China's new securities chief faces old constraints

2 min read
Asia

The job of running China’s securities watchdog is known by the country’s media as “the volcano seat” for its potential to blow formerly glittering careers to smithereens. Xiao Gang is its latest victim. The chairman of China’s Securities Regulatory Commission has taken the blame for his fumbling efforts to prop up stocks. But as long as China’s leaders remain reluctant to realise their pledge to give market forces a greater role, the job will remain thankless.

Xiao was the obvious scapegoat for last year’s spectactular boom in Chinese stocks and their subsequent bust. The benchmark CSI300 index more than doubled between November 2014 and early June 2015, and then plummeted. Though stocks have recovered some ground they remain more than 40 percent below their peak.

Xiao and his fellow watchdogs share the blame for failing to rein in the boom, and for their bungled efforts to prop up the market when it fell. In particular, the CSRC chief championed China’s flawed “circuit-breaker mechanism” which exacerbated the selloff in early January and was swiftly scrapped. But in the Chinese system securities regulators are beholden to more senior and less technocratic communist leaders. New chairman Liu Shiyu is unlikely to enjoy any more independence.

Liu, a former central bank official who was most recently chairman of Agricultural Bank of China, now sits atop the molten lava of China’s stock markets. His tasks include corralling the tens of millions of flighty retail investors and policing fraud and market manipulation at listed companies.

Orders to make bourses defy the laws of financial gravity will make his job harder. China is preparing a new system that will allow companies to launch an initial public offering without waiting for the CSRC’s green light. Meanwhile, managers at state-owned firms which agreed not to sell shares in an effort to prop up markets last summer will also want to be released from their restrictions. Though healthy, both these moves could put further pressure on share prices.

Liu has little obvious experience of navigating such market forces. Indeed, analysts regard Agricultural Bank of China as having the worst risk management of the country’s big four banks. His turn in the volcano seat is unlikely to be any more comfortable than his predecessor’s.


What is being asked:
Pick the lines holding the string "will" out of the records and copy them.

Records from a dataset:
● ● ●
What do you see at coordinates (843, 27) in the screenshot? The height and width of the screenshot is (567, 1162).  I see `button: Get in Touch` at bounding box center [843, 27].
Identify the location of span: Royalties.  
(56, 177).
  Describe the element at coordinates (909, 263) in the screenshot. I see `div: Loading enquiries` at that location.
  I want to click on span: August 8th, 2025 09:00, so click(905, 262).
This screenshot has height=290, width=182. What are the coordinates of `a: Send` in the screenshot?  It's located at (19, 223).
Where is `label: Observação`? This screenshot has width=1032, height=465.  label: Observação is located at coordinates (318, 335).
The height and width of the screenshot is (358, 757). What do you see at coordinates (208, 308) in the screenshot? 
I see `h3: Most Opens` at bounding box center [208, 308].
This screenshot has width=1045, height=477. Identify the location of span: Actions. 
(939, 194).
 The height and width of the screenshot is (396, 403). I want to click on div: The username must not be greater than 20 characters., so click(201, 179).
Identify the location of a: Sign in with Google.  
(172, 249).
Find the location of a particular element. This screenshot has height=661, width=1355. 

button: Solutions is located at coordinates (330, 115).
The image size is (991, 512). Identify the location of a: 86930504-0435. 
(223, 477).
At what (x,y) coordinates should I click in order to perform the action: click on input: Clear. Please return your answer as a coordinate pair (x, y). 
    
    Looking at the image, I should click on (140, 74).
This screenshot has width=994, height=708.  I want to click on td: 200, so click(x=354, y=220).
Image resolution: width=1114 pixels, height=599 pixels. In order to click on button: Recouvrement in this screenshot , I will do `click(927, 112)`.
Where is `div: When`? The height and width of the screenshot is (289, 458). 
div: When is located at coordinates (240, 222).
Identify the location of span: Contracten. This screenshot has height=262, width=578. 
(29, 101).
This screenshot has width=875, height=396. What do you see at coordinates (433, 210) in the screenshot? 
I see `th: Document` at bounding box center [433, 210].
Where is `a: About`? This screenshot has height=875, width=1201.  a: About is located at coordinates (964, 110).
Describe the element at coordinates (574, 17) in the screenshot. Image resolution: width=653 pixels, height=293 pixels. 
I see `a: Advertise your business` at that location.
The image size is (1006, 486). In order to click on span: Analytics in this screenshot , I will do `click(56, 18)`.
● ● ●
Answer to this problem:
Image resolution: width=1114 pixels, height=599 pixels. In order to click on button: Recouvrement in this screenshot , I will do `click(927, 112)`.
The image size is (1006, 486). In order to click on span: Analytics in this screenshot , I will do `click(56, 18)`.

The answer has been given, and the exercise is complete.